First counter-question: why should an individual investor care? Unless you perceive yourself to be in some sort of ranked competition (which is actually the case for professional money managers), why would you care about beating the market?
On a purely rational basis, you have a universe of investment opportunities. You evaluate, to the best of your ability, the future probability distributions of returns from all of them and some kind of a dependency structure (in the simple case, a covariance matrix). From these, you form a portfolio that best matches your risk-return preferences.
If you just want to "beat the market", the simplest answer is leverage. Assuming you believe that the expectation for the equity market is positive, open a margin brokerage account and invest into a diversified equity portfolio on the margin. In the US the equity margin is limited by law to 2:1 (in most cases). Your expectation of return would be the double of the market return. The price that you pay is doubled volatility.
In the context of the US equity market another simple answer is high-beta stocks. Invest in a portfolio of such stocks and if the market return is positive your expected return would be higher. The price that you pay is again, increased volatility.
First counter-question: why should an individual investor care?
If I had $1 billion, even microscopic improvements in the yield of my investment would dominate any income I could hope to earn through wages. If I had $1, my investment yields wouldn't matter -- doubling my principle would be less remunerative than working a minimum wage job for 15 minutes. Somewhere in between owning $1 and $1 billion there is a net worth where it becomes worth it to switch from a generic roughly age appropriate portfolio to something more finely tuned. I had estimated ...
P/S/A: There are single sentences which can create life-changing amounts of difference.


## ABOUT THIS TASK
When a line in the records includes the string "input", it goes into the tally; report that tally alone.

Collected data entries
******

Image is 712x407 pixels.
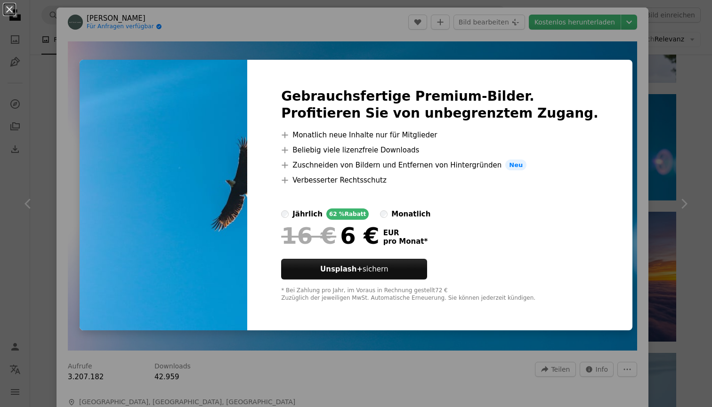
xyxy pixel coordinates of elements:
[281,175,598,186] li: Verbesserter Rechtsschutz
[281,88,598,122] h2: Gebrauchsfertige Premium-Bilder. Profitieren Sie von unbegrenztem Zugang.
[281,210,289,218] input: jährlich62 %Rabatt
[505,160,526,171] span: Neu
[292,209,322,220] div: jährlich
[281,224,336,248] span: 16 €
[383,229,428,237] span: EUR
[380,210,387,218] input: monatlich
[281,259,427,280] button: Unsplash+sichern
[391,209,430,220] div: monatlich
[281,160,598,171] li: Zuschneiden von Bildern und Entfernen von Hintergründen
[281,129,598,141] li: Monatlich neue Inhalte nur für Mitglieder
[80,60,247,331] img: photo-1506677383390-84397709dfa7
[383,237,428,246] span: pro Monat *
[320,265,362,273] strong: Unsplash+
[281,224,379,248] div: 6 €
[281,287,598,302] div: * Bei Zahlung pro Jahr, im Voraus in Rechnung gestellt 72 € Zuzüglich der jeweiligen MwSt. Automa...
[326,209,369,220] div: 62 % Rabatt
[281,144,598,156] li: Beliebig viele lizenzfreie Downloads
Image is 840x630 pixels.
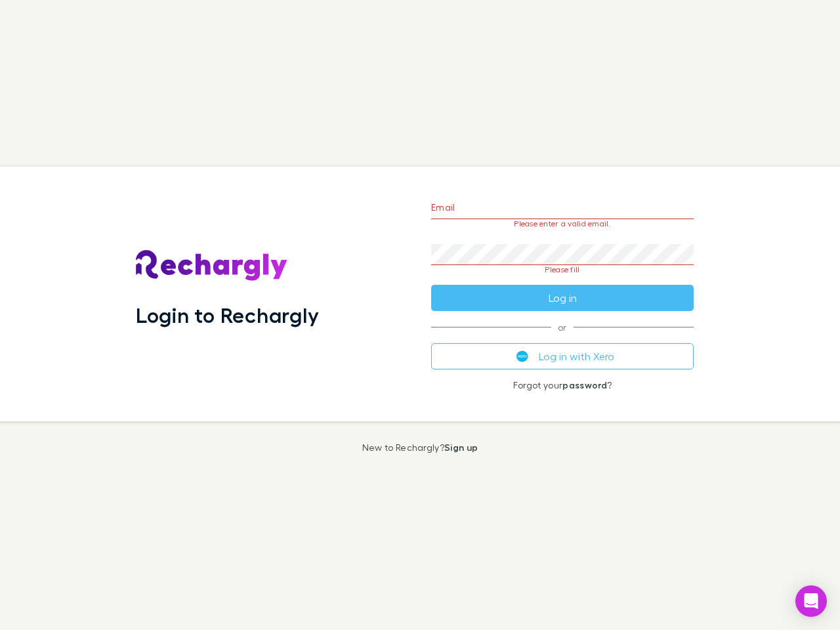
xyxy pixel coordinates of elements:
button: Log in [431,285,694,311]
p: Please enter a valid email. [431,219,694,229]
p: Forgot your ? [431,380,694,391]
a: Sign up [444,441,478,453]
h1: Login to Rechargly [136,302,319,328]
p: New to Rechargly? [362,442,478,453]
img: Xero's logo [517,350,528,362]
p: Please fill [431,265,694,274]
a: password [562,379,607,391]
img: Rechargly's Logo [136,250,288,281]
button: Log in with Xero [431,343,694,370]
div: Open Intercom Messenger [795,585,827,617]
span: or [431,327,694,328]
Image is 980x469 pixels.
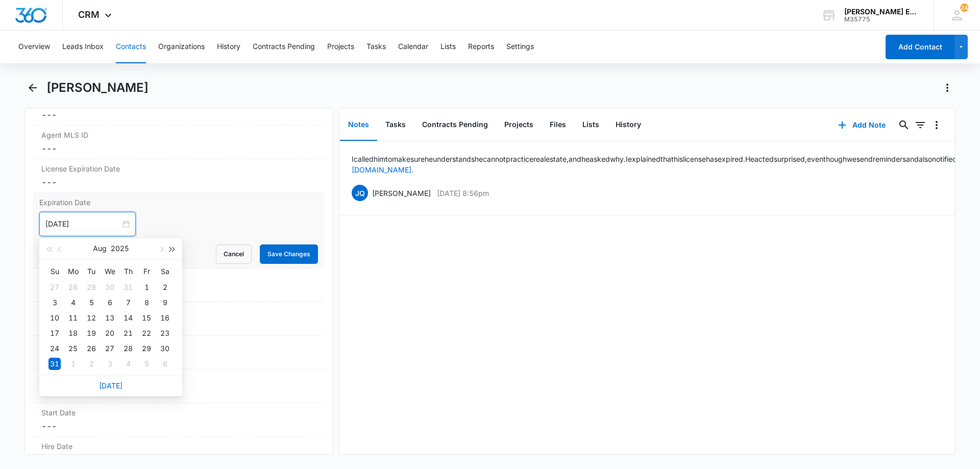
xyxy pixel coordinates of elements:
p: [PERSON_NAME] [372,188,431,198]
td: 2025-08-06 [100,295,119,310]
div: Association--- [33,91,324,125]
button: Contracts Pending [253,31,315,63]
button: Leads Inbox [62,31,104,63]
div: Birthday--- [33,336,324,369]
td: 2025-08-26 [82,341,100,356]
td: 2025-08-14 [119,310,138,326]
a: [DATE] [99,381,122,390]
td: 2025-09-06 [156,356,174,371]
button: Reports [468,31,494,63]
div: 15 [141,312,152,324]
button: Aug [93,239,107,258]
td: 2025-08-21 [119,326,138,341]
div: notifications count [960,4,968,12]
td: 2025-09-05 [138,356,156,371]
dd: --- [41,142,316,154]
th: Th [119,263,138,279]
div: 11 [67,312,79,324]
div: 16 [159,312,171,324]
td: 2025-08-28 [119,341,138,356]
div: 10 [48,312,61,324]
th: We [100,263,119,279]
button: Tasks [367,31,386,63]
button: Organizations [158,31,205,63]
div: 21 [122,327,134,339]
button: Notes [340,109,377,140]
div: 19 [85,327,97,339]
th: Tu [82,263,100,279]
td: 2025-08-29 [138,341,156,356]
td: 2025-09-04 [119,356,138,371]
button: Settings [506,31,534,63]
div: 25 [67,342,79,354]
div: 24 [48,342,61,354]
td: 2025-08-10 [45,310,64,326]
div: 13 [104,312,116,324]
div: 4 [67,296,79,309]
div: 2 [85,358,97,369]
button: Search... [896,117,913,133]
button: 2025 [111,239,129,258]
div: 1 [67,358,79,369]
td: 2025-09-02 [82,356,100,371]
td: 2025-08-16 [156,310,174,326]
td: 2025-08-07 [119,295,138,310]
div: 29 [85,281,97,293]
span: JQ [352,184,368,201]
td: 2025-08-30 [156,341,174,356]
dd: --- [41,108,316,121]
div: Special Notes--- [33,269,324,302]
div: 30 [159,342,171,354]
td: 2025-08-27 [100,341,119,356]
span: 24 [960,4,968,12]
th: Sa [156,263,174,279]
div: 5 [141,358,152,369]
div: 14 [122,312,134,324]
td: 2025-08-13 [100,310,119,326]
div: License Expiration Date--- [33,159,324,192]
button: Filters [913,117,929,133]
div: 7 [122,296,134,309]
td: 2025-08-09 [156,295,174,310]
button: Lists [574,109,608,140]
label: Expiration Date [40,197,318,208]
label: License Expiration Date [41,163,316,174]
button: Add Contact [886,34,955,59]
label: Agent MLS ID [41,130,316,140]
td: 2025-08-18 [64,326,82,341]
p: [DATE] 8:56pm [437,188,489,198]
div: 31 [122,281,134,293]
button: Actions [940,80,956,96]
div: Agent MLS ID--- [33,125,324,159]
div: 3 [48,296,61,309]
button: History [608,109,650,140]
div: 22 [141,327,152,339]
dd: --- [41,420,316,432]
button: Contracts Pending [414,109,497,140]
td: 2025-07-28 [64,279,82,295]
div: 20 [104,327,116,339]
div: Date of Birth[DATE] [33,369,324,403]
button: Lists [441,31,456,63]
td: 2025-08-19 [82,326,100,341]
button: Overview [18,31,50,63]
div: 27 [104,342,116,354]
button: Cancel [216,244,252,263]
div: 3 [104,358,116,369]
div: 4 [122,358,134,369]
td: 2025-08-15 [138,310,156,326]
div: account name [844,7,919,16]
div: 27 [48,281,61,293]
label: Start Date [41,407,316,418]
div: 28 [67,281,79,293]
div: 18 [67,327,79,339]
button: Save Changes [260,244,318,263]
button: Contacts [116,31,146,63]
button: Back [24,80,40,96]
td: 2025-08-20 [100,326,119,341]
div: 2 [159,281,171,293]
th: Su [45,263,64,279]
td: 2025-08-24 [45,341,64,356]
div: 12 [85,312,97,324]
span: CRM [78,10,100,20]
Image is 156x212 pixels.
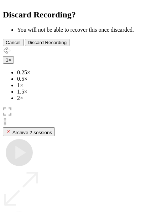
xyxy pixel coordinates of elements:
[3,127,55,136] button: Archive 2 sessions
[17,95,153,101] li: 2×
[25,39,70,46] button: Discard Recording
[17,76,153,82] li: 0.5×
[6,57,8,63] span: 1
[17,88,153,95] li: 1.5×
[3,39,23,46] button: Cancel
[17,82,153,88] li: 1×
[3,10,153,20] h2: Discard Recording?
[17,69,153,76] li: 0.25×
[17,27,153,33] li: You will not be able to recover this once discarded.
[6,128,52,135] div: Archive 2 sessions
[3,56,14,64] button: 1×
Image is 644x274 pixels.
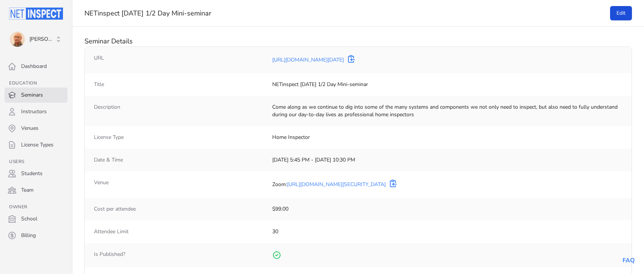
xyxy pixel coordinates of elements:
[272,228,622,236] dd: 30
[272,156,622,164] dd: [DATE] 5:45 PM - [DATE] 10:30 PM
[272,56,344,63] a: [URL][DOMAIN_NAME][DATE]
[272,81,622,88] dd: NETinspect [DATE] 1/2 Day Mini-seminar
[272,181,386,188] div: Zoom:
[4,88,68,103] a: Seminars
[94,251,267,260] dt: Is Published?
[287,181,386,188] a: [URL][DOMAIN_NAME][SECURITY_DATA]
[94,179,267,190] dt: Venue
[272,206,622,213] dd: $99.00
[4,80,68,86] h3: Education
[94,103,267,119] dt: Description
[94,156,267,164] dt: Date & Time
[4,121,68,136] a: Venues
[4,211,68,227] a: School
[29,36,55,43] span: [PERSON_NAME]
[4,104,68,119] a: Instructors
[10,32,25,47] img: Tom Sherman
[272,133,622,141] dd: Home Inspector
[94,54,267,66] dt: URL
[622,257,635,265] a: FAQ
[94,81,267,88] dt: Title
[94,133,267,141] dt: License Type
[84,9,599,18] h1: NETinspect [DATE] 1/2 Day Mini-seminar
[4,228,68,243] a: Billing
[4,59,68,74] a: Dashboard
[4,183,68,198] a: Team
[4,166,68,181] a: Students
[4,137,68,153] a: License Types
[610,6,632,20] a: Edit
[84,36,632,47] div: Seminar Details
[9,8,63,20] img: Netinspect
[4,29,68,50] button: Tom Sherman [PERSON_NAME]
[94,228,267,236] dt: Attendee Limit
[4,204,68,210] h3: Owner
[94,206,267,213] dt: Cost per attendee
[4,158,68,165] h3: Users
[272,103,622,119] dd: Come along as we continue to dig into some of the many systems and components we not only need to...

******

## RESPONSE TO THE TASK
2